▶ THE TASK
Without the pictures, give the listing below again exactly.

▶ DATA UNDER STUDY
● ● ● ● ● ● ●

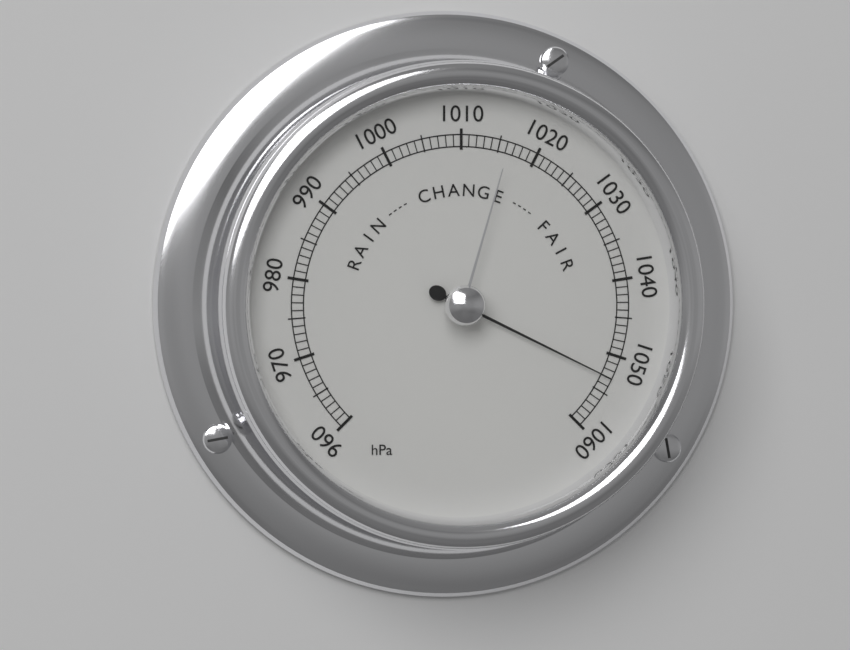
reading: 1053 hPa
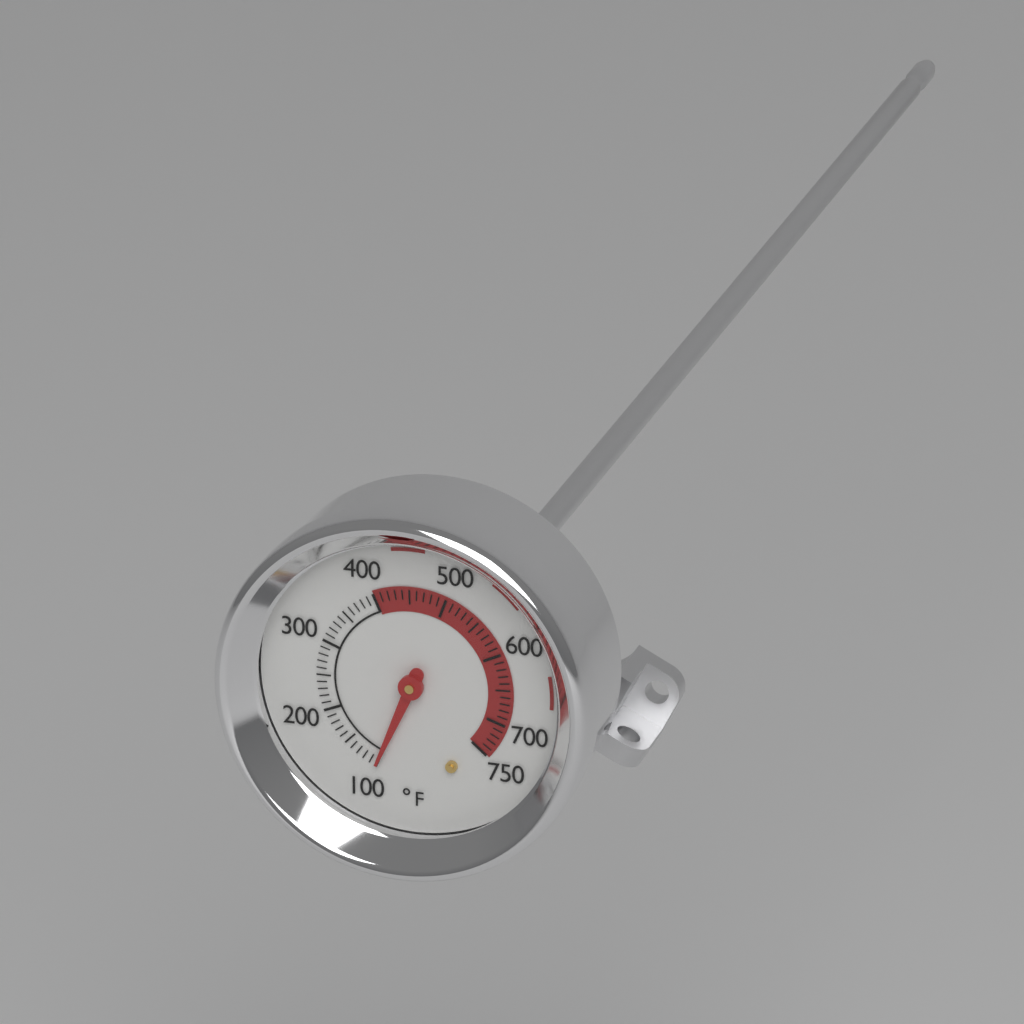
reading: 100 °F
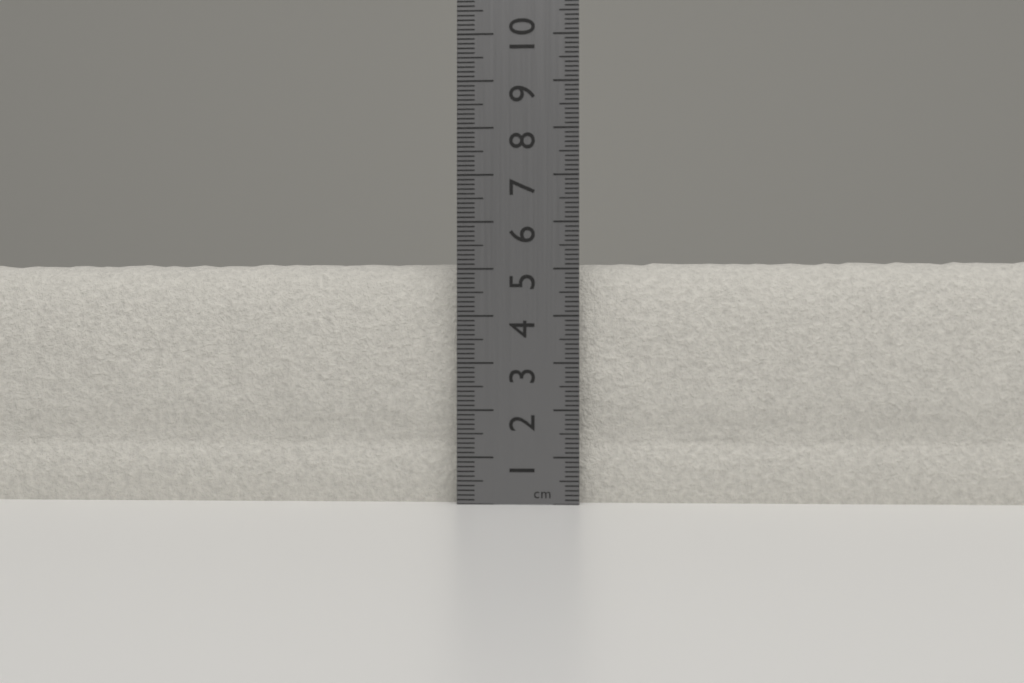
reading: 5.2 cm
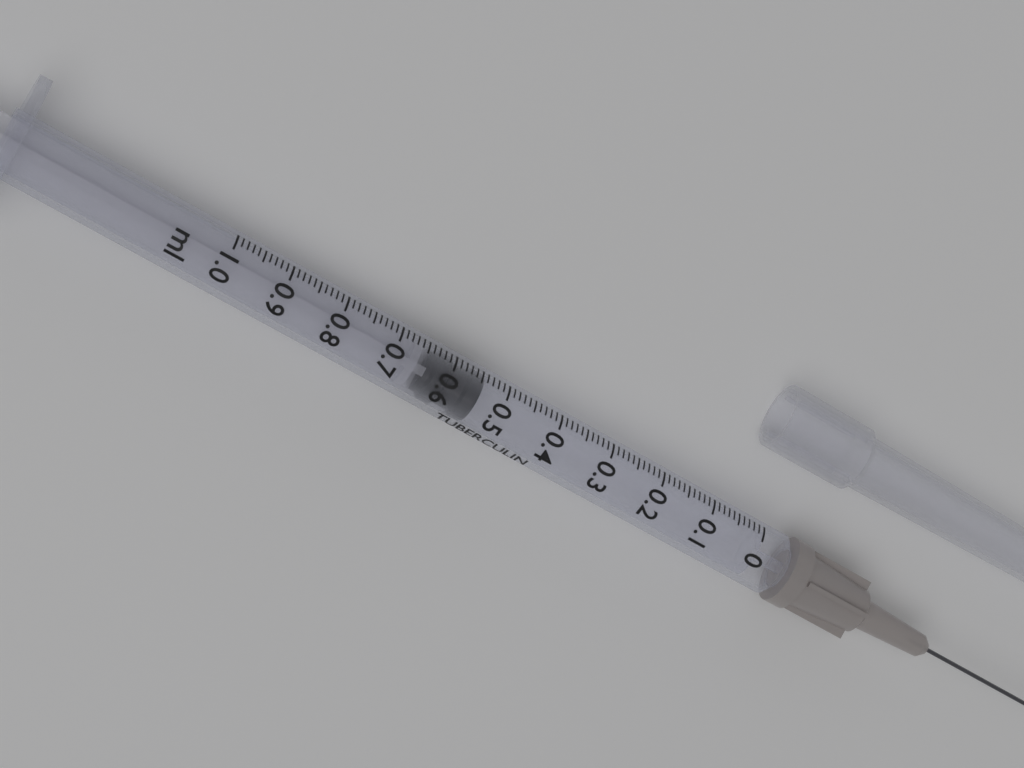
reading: 0.54 ml
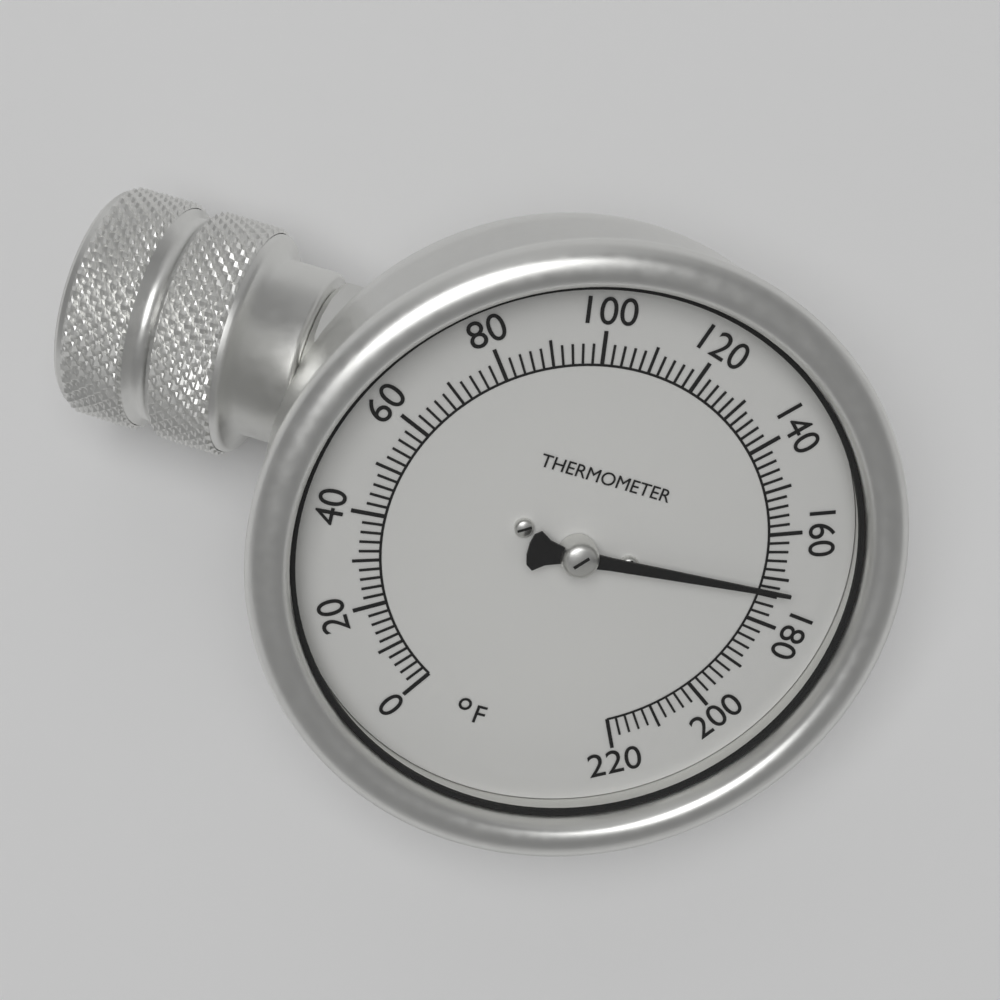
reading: 172 °F
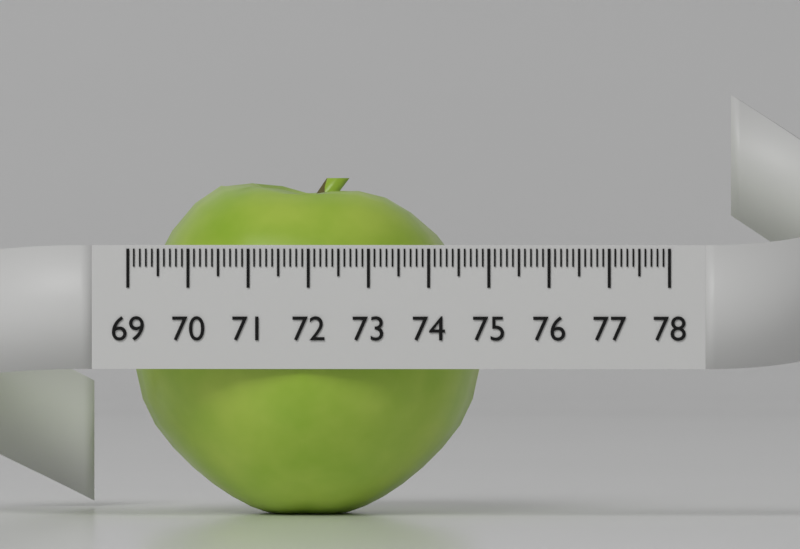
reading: 74.8 (no unit)
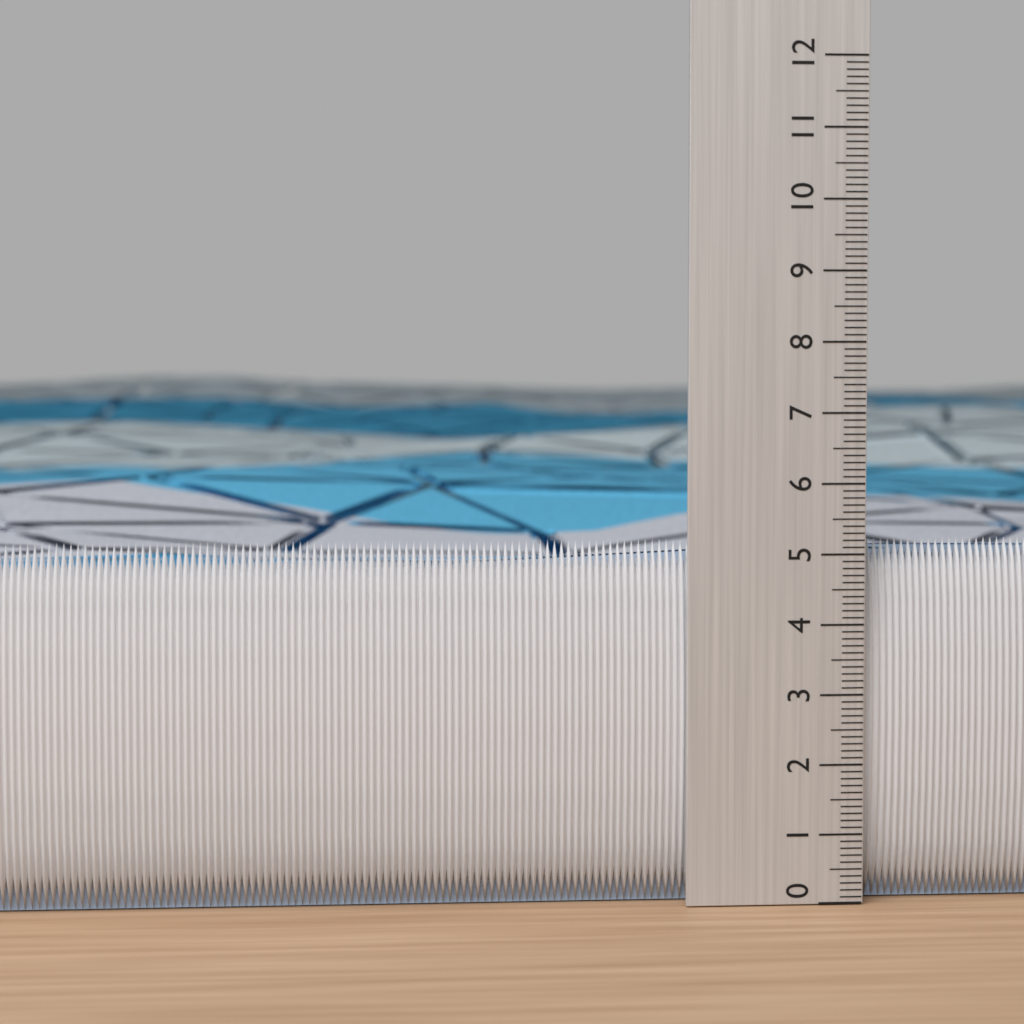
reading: 5.2 (no unit)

● ● ● ● ● ● ●

▶ RESPONSE
reading: 1053 hPa
reading: 100 °F
reading: 5.2 cm
reading: 0.54 ml
reading: 172 °F
reading: 74.8 (no unit)
reading: 5.2 (no unit)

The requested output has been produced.